According to a report from HardwareLuxx, AMD has not yet decided on whether its excellent FSR 4.1 upscaler will be available on the RDNA 3.5 architecture. A release for the preceding RDNA 3 is confirmed for July, with RDNA 2 support to follow early next year. At Computex, HardwareLuxx spoke to AMD's David McAfee, Corporate VP and General Manager of the Client Channel Business, reported as saying that the firm is still weighing the pros and cons of implementing it. Based on this conversation, HardwareLuxx suggests that the decision is "leaning towards no".
While overall support still needs to improve, FSR 4 and the upgraded FSR 4.1 has been a massively important step forward for AMD, delivering the kind of quality Nvidia owners have enjoyed for some time. And it's equally fair to say that Sony's offshoot work - the upgraded version of PSSR - has been equally transformative for PlayStation 5 Pro's fortunes. Currently only available for RDNA 4-based GPUs, FSR 4 uses FP8 machine learning instructions, unsupported on preceding architectures.
PS5 Pro doesn't support FP8 either, but the INT8 version of the super resolution technology proves that the same level of quality is possible, so we're really looking forward to seeing how the RDNA 3 version of FSR 4.1 will present when it arrives next month. The challenge here is that RDNA 3 cards have less ML horsepower to work with: our guess is that the delay between the upscaler's launch on RDNA 4 and older cards may come down to the need for optimisation work.
I am curious as to why RDNA 3.5 may not receive support, particularly when the powerful Strix Halo processor uses that architecture and would benefit immensely from its implementation in gaming applications. For the laptop and handheld APUs that also use RDNA 3.5, support should be an option - but the technology is challenging and the actual performance scaling benefits may be blunted, something we saw in our testing of the leaked FSR 4 INT8 DLL last year.
That "unofficial" version of FSR 4 has been integrated into Optiscaler, allowing it to work on pretty much any handheld and while the performance cost is onerous, some still choose to use it based on its level of quality. I can imagine that the people behind Optiscaler would love to integrate the new version into the code - so maybe some level of unofficial support will happen.
We'll be looking at FSR 4 on RDNA 3 as soon as we can - and as the semi-custom AMD GPU within Steam Machine is based on RDNA 3, we hope to look at the tech running on the Valve machine too.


All the records that follow need to be reproduced exactly. Omit the images.

Provided information START

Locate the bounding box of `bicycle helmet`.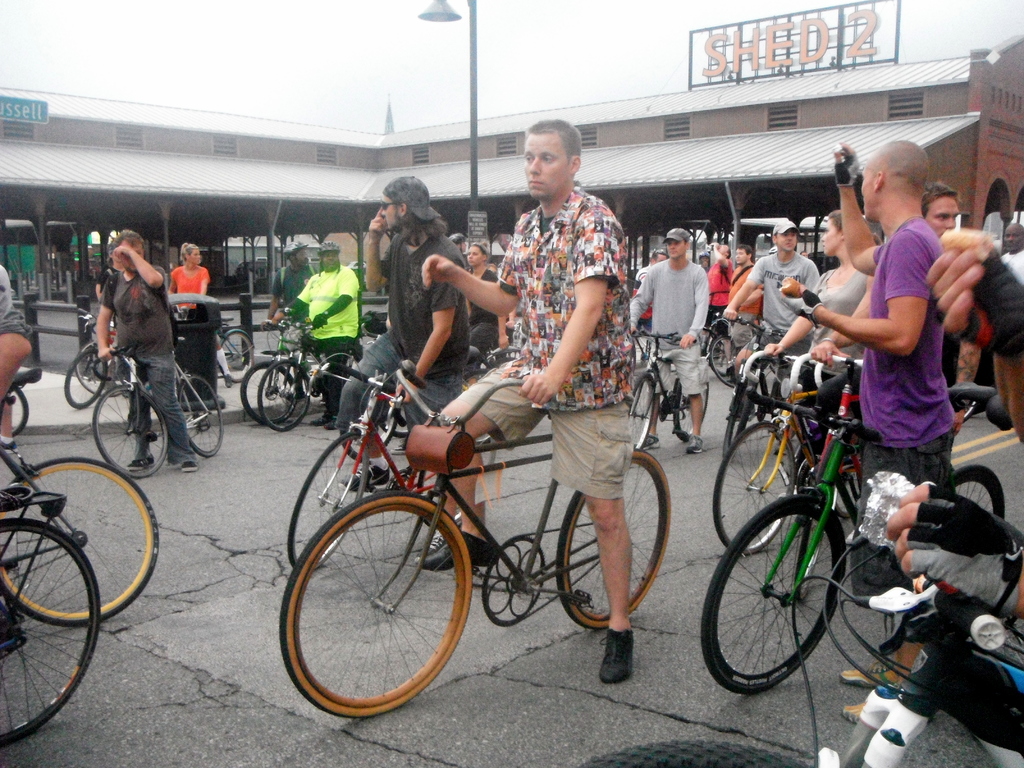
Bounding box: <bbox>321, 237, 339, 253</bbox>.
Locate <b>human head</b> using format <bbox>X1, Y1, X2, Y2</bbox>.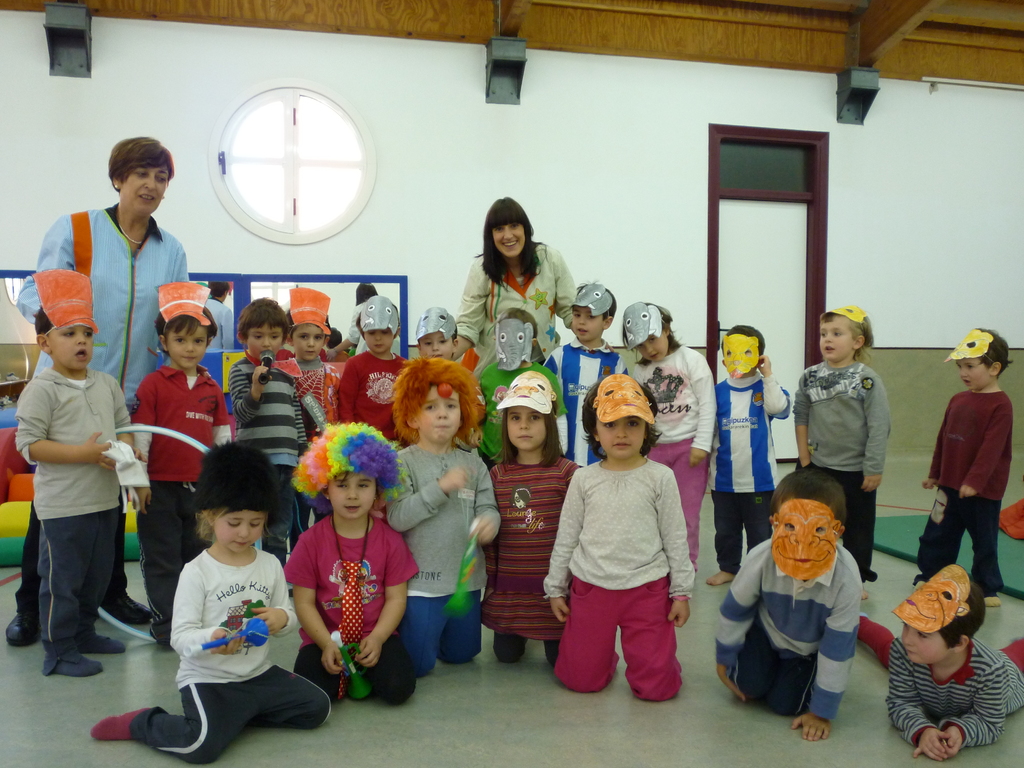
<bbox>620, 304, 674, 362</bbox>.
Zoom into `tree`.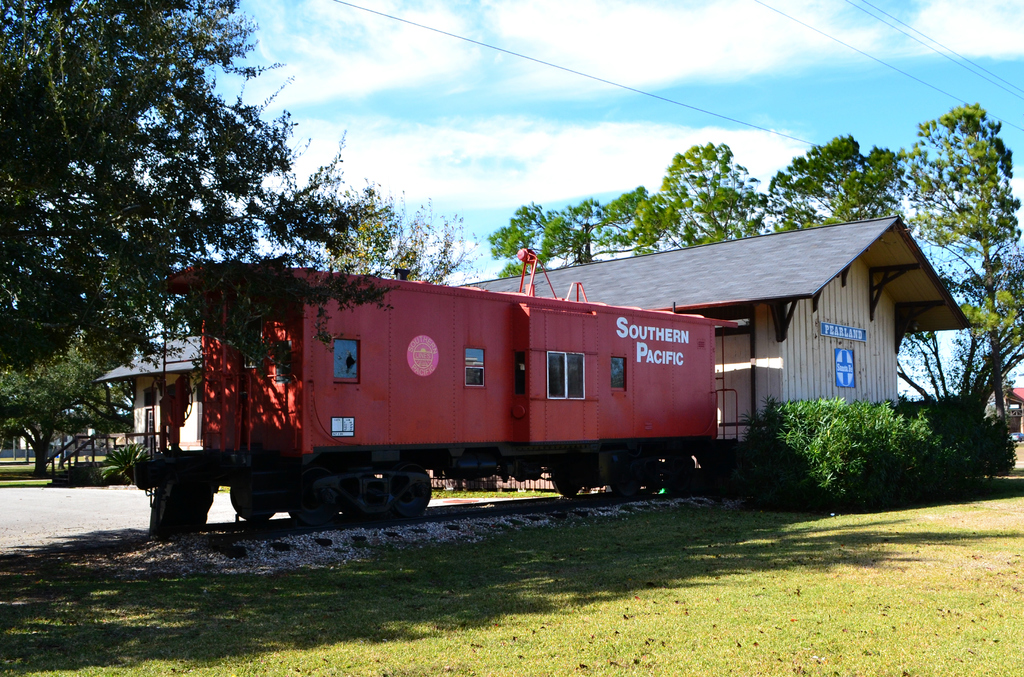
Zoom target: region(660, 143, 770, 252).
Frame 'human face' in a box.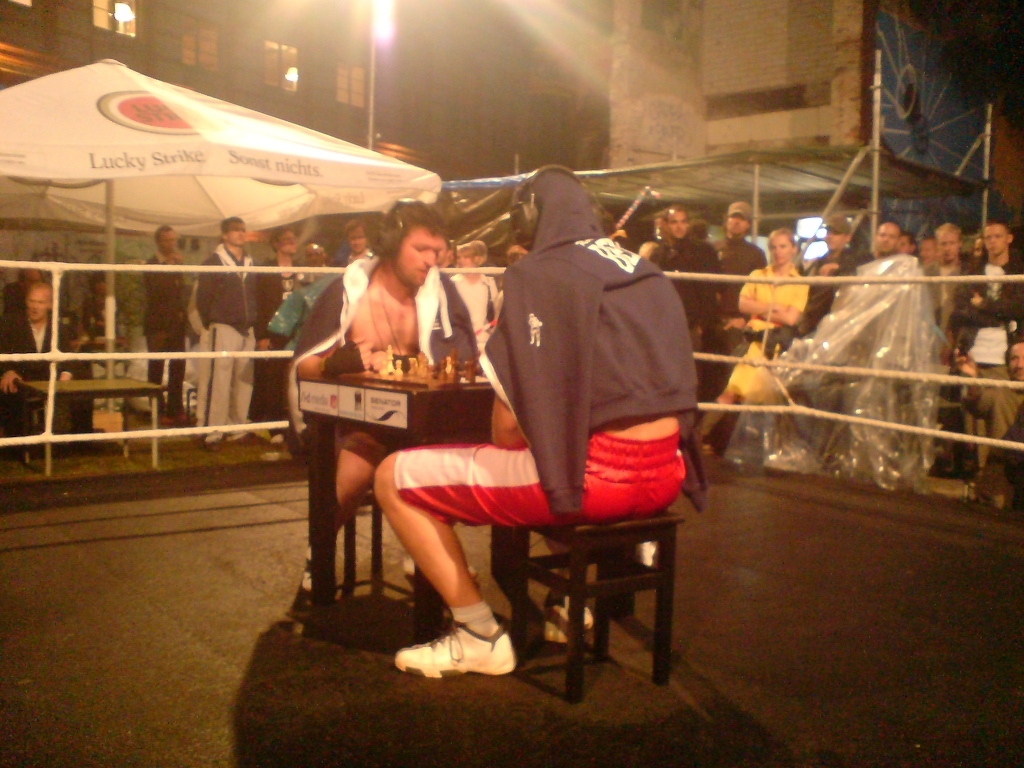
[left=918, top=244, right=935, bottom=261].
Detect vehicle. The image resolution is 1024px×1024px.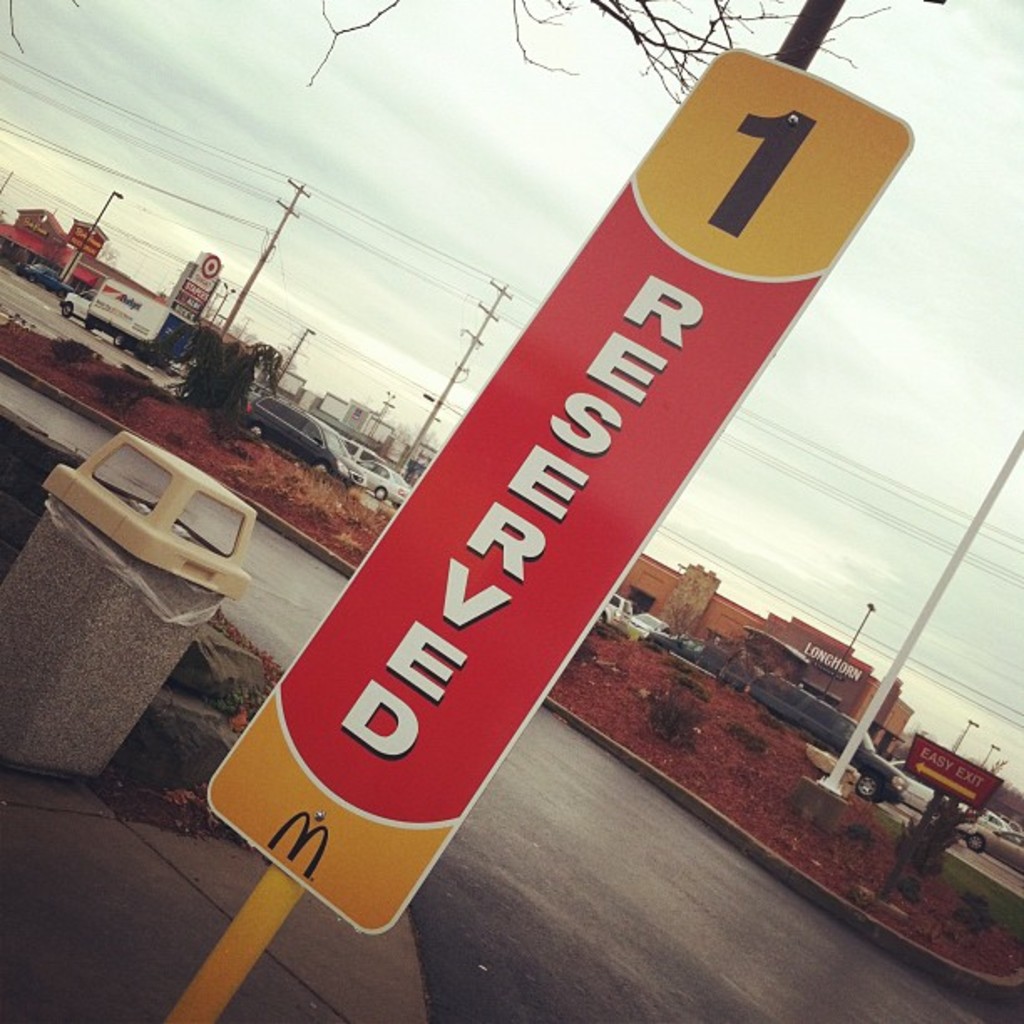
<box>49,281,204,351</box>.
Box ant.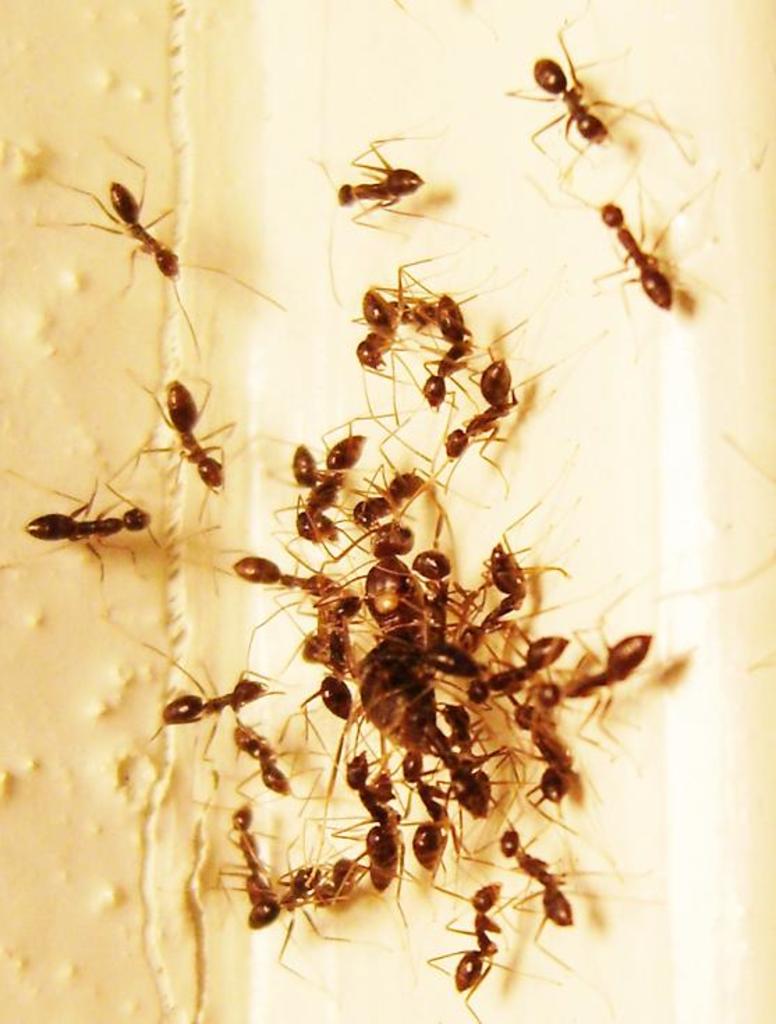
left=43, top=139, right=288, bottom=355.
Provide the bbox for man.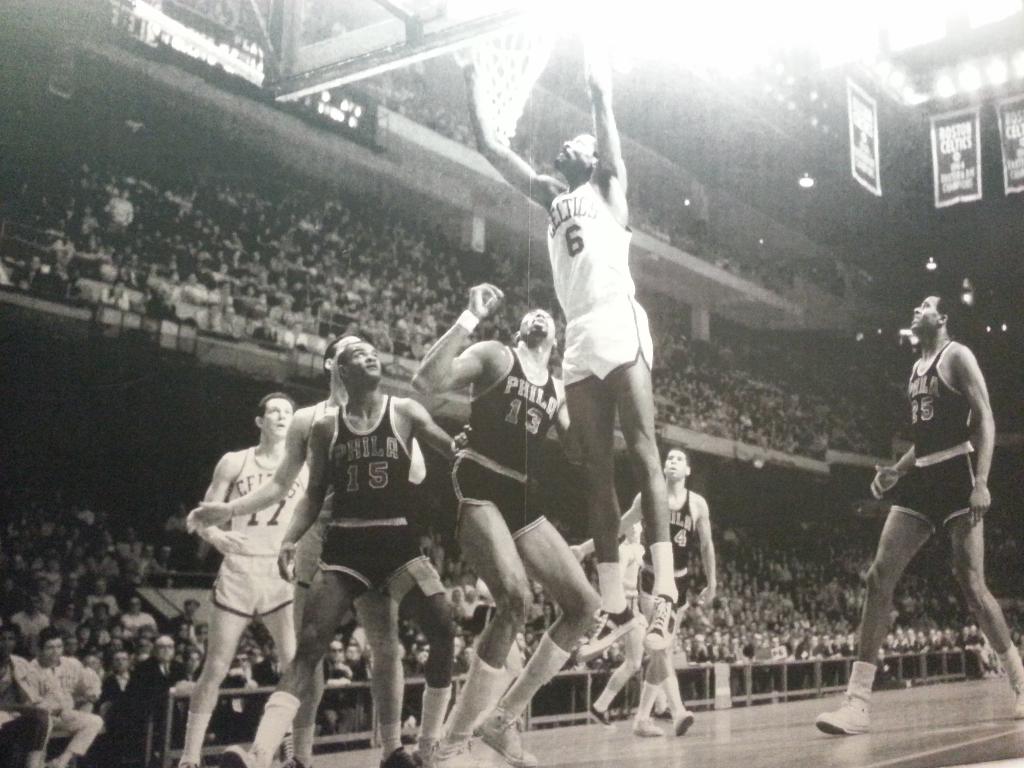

Provided information END

• **Task answer**:
Locate the bounding box of `bicycle helmet`.
Bounding box: <bbox>321, 237, 339, 253</bbox>.
Locate <b>human head</b> using format <bbox>X1, Y1, X2, Y2</bbox>.
<bbox>620, 304, 674, 362</bbox>.
Zoom into `tree`.
Zoom target: region(660, 143, 770, 252).
Frame 'human face' in a box.
[left=918, top=244, right=935, bottom=261].
Detect vehicle. The image resolution is 1024px×1024px.
<box>49,281,204,351</box>.
Box ant.
left=43, top=139, right=288, bottom=355.
Provide the bbox for man.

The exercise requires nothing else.